We see that these businesses all open around 10 AM Saturday and close around 6 PM Saturday. Indeed, this block is a fun place to be during the daytime, but is quiet at night.
How I Built It (the technical tricks)
Delivering novel results is easier when you pick the right tools. Here are some of the technical tricks I used.
Load OSM data in to PostGIS
I love SQL, and find it intuitive to manipulate GIS data in PostGIS. I first downloaded OSM data in the .osm.pbf
format from geofabrik.de. Then I loaded it into PostGIS with osm2pgsql using a custom lua configuration to store almost all OSM data attributes in JSON.

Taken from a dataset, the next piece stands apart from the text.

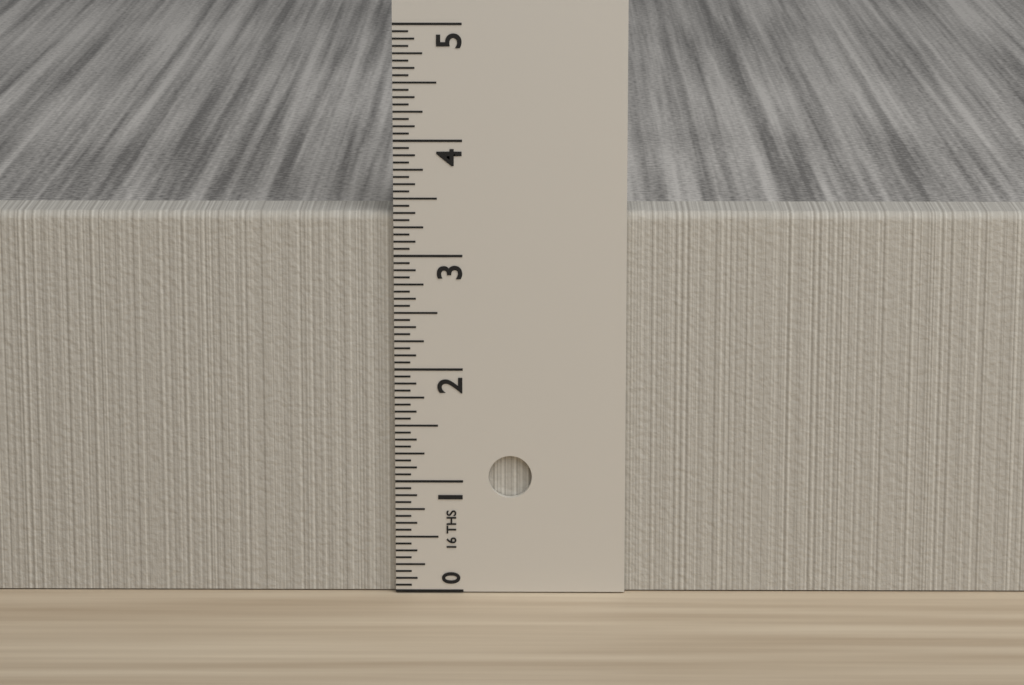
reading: 3.3750 in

The terminal command is something like
osm2pgsql -d osm --output=flex --style=/path/to/osm2pgsql-flex_config-generic.lua ~/Downloads/norcal-latest.osm.pbf
Interpreting OSM open hours
OSM open hours are stored in a somewhat-freeform format like Tu-Sa 10:00-16:00
.
To structure that, I used the opening_hours evaluation tool to ask whether the business would be open at 2024-05-07 10:15
, 2024-05-07 11:15
, etc.
I chose to ask about times like 10:15 AM rather than 10:00 AM because many businesses open at these sorts of round times (like :00) and I didn't want to worry about the boundary condition (e.g. if it opens at 10:00 AM, will it show in the data as open at 10:00 AM?).
Since I only wanted to do this analysis once, I did a select distinct
of all the open times and used the Chrome interactive terminal to get an open answer for all of the time strings at my sample timestamps. Then I loaded that into PostGIS and joined it onto my existing data.
Here was the simplified JS I put in the page
// https://openingh.openstreetmap.de/evaluation_tool/
var times = ['2024-05-07 10:15','2024-05-07 11:15' /*more times to model */]
var open_hrs = ['24/7','Mo-Fr 07:00-16:00; Sa, Su 08:00-15:00' /* more times from OSM */]
var outs = []
var doOneTime = function(h) {
try {
var oh = new opening_hours(h);
times.forEach(function(t) {
outs.push({
opening_hours: h,
obsTime: t,
isOpen: oh.getState((new Date(t)))
})
})
outs.push({
opening_hours: h,
obsTime: 'weekStable',
isOpen: oh.isWeekStable()
})
}
catch(e) {console.log(h);}
}
open_hrs.forEach(doOneTime)
console.log(outs.map(i=> i.opening_hours + ' ' + i.obsTime + ' ' + i.isOpen).join("\n"))
Working with data in PostGIS
I once wrote thousand-line programs using SQL Server Management Studio and grew accustomed to having an interactive SQL environment.
To recreate a similar environment with GIS visualization, I use DBeaver. I simply write select st_union(geom) from my_table;
then click the spatial button to see my results.
Sharing my results with the world
To visualize the results, I use Leaflet with Leaflet Timeline starting with the Leaflet Timeline Earthquake demo.
Paid services exist to serve a beautiful background map, but for now I make due with the default map from OpenStreetMap. I make the background map 80% greyscale to help the open areas pop out while still distinguishing important colors like roads vs rivers.